The formation of the Taskforce follows the high-profile exit of many firms from Russian business following the invasion of Ukraine, and long-standing concerns by the UK, EU and US governments that lawyers may be playing a role in enabling overseas corruption. Civil society representatives have warned that UK legal services are too accessible to corrupt capital, while members of the legal profession have warned of the risks of undermining core principles such as the right to representation, access to justice, and the principle of not associating the lawyer with the client.

The Taskforce is expected to share its recommendations with law firms, regulators, law makers and other stakeholders within 12 months.

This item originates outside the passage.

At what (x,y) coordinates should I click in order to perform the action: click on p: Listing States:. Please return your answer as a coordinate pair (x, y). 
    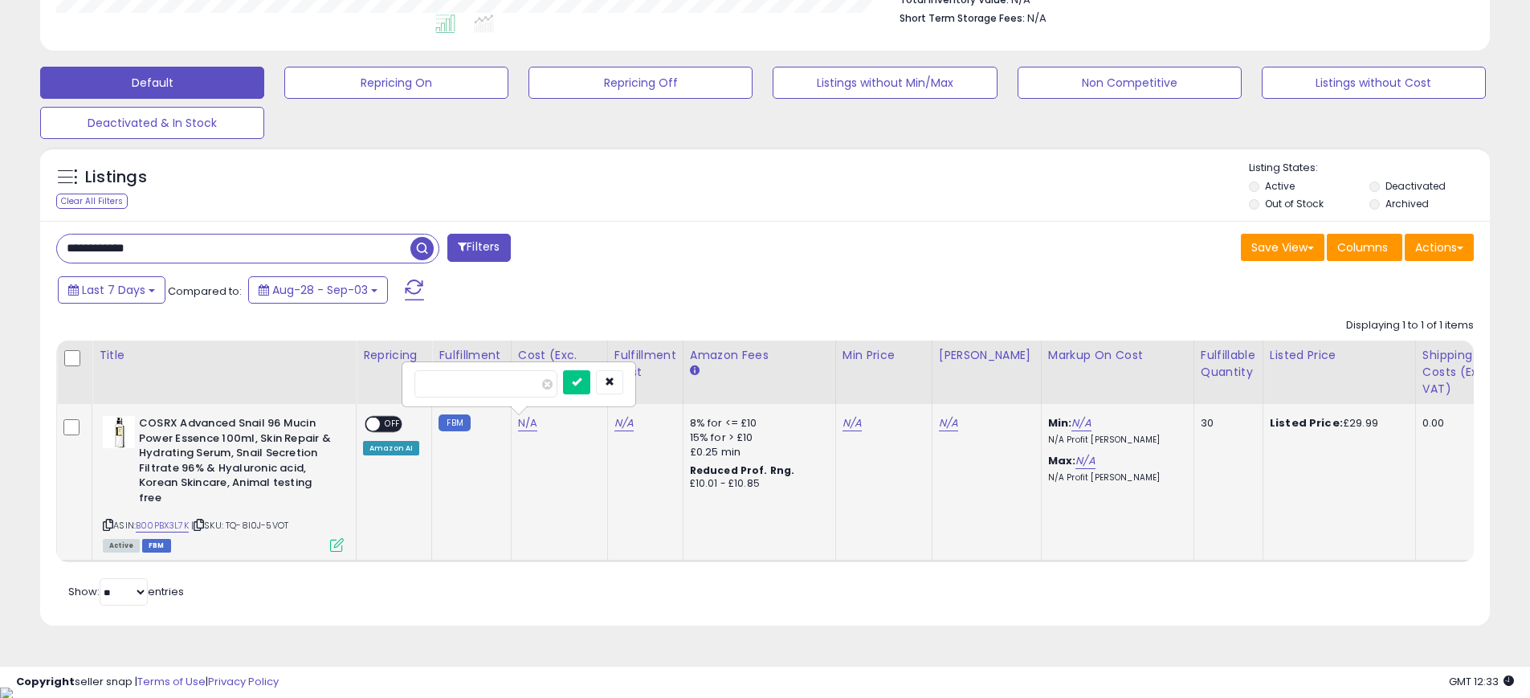
    Looking at the image, I should click on (1370, 168).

Dr Ian Peters MBE, Director of the Institute of Business Ethics, said: “There are increasing examples of oligarchs using or looking to use our courts and UK-based firms for their civil proceedings and commercial transactions. This means practitioners are walking a tightrope between professional obligations to provide representation and commercial considerations on one side, and the ethics of representing such individuals and what that means for public perceptions of their firms on the other.

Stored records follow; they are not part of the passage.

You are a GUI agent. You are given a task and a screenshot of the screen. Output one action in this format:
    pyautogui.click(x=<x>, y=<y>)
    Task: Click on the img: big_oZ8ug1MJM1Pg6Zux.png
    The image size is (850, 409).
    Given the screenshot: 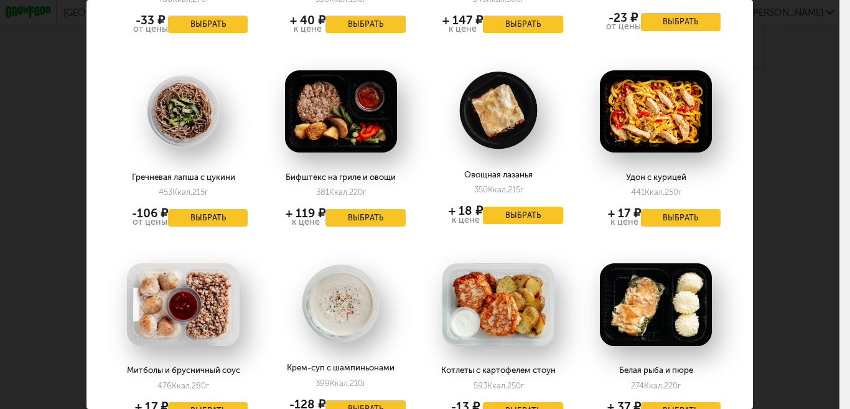 What is the action you would take?
    pyautogui.click(x=656, y=304)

 “I’m delighted that senior members of the legal profession and civil society experts are coming together under Guy Beringer’s chairmanship to examine what is a challenging and complex issue and provide guidance and recommendations that will support the global reputation of the UK’s legal sector.”

 Guy Beringer KC, Chair of the Taskforce on Business Ethics and the Legal Profession, said: “There has recently been growing pressure on lawyers to exercise greater ethical judgment in relation both to the clients for whom they will act and the work they undertake for those clients. In matters of criminal law there is a well-established principle that all defendants should have a right of representation. In relation to commercial matters which have no criminal element, no such principle has been clearly established.

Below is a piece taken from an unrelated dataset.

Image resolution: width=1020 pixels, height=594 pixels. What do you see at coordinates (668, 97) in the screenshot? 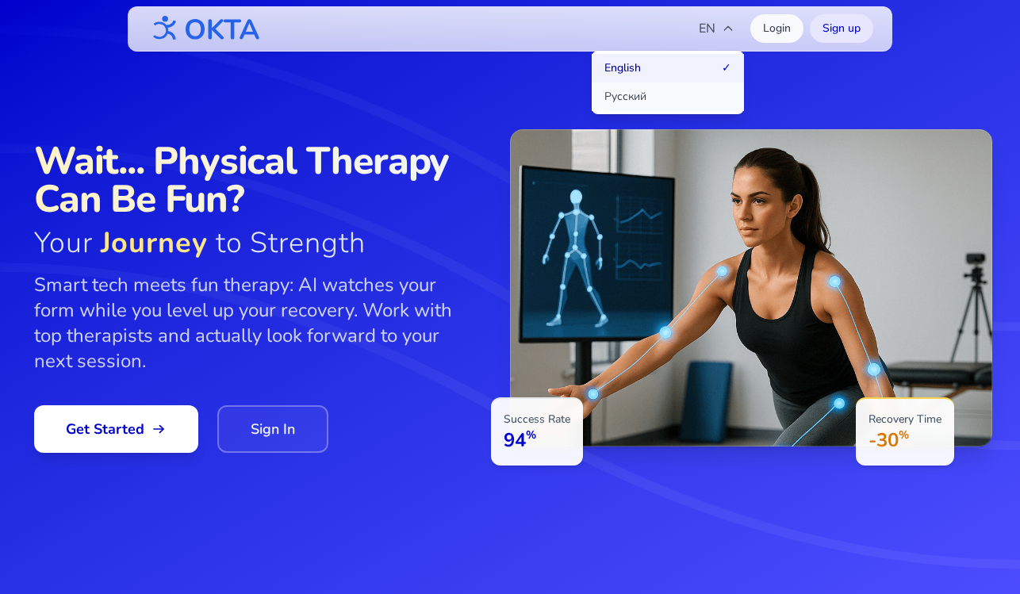
I see `button: Русский` at bounding box center [668, 97].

 “The long-term interests of the profession and the reputation of the City of London would be well served by greater clarity and consensus on the ethical principles which should apply in civil matters when law firms are taking on new clients or taking new instructions for existing clients.”

 Professor Robert Barrington, Deputy Chair of the Taskforce on Business Ethics and the Legal Profession, said:  

“It’s an important step forward to have civil society representatives and senior lawyers sitting around the same table. We all have a common interest in working out how to reconcile the business needs of law firms, with the duties of lawyers to act in the public interest, and the rights of victims in faraway countries - which are easily overlooked when the money and transactions come to London. The concern must be that if the legal profession does not get its own house in order, there will be an unwanted alternative such as heavy-handed legislation or some form of international blacklisting.”